Edit: it's somewhat off-topic for 68kMLA, there's a thread on TD that could be useful.
 

Melkhior

Well-known member
@Trash80toHP_Mini Thanks for the link; some nice information, but the issue with the 8-24GC is the (massive) amount of work needed for its internal QD implementation. That's near impossible to replicate. And block transfer aren't really needed if the accelerator and framebuffer are on the same card - and I don't own a NuBus video card to see if the NuBusFPGA could usefully do block transfers to/from a second board.

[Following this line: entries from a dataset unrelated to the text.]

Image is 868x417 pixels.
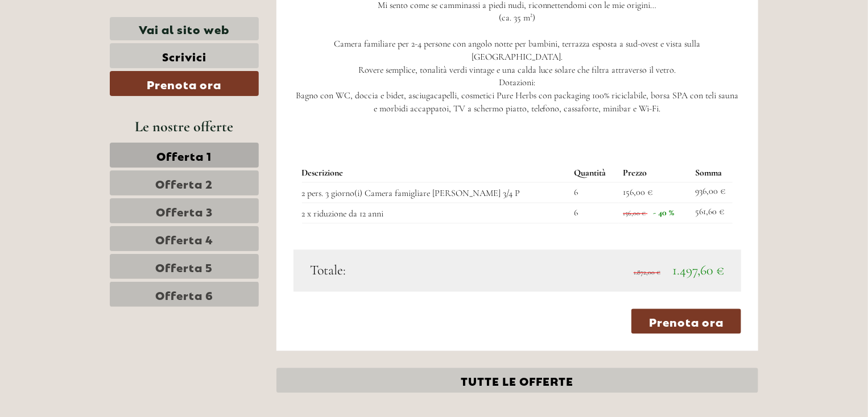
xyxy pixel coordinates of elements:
[691,165,733,182] th: Somma
[623,187,654,198] span: 156,00 €
[634,269,660,276] span: 1.872,00 €
[155,231,213,246] span: Offerta 4
[382,294,449,320] button: Invia
[17,33,152,42] div: [GEOGRAPHIC_DATA]
[623,209,646,218] span: 156,00 €
[302,182,570,203] td: 2 pers. 3 giorno(i) Camera famigliare [PERSON_NAME] 3/4 P
[156,175,213,191] span: Offerta 2
[570,182,619,203] td: 6
[17,55,152,63] small: 19:59
[619,165,691,182] th: Prezzo
[110,116,259,137] div: Le nostre offerte
[277,368,759,393] a: TUTTE LE OFFERTE
[654,208,675,219] span: - 40 %
[302,165,570,182] th: Descrizione
[632,309,741,334] a: Prenota ora
[672,262,724,279] span: 1.497,60 €
[155,287,213,303] span: Offerta 6
[691,182,733,203] td: 936,00 €
[302,261,518,281] div: Totale:
[570,203,619,224] td: 6
[156,203,213,219] span: Offerta 3
[157,147,213,163] span: Offerta 1
[302,203,570,224] td: 2 x riduzione da 12 anni
[110,17,259,41] a: Vai al sito web
[691,203,733,224] td: 561,60 €
[199,8,249,28] div: giovedì
[9,31,158,65] div: Buon giorno, come possiamo aiutarla?
[110,71,259,96] a: Prenota ora
[110,43,259,68] a: Scrivici
[156,259,213,275] span: Offerta 5
[570,165,619,182] th: Quantità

On a side note, those PDS connectors have a _lot_ of signals. The FPGA board I have doesn't have enough pins to talk to it [looking at the LCIII PDS, with all the '030 signals and then some] and do anything useful in terms of I/O, unless ignoring some signals and giving up on some potential functionalities. Even the FPGA board I'm considering as an 'upgrade' would be a bit tight. Also, the LCIII is _cramped_ and no FPGA daughterboard will fit in the case (the SBusFPGA and NuBusFPGA are both oversized due to the daughterboard, but many machines are big enough to accommodate them anyway).
 

Trash80toHP_Mini

NIGHT STALKER
De nada! Just thought the general info would be useful, some other stuff on that particular card:

Apple TIL: Macintosh Display Cards 824 & 824 GC: Rev A/B Differences

Acceleration on a card? re: missing daughtercard for LaPorta's SuperMac ColorCard/24:

ColorCard-Accle-Daughtercard-00.JPG

GAL-Based-QD Accelerator-00.JPG

MacOSMonkey

It was a GAL-based accelerator board. Without it, the card is a standard 24-bit 640x480 frame buffer with all of the typical SuperMac features, as shown above. Fun to see the old ad.
Has anyone got that daughtercard? Hi res pics would be greatly appreciated. Hoping it will yield some clues about the general machanics of an early implementation of QuickDraw Acceleration?

Might dissecting GAL formulas be helpful? If not, sorry about the tangent, M.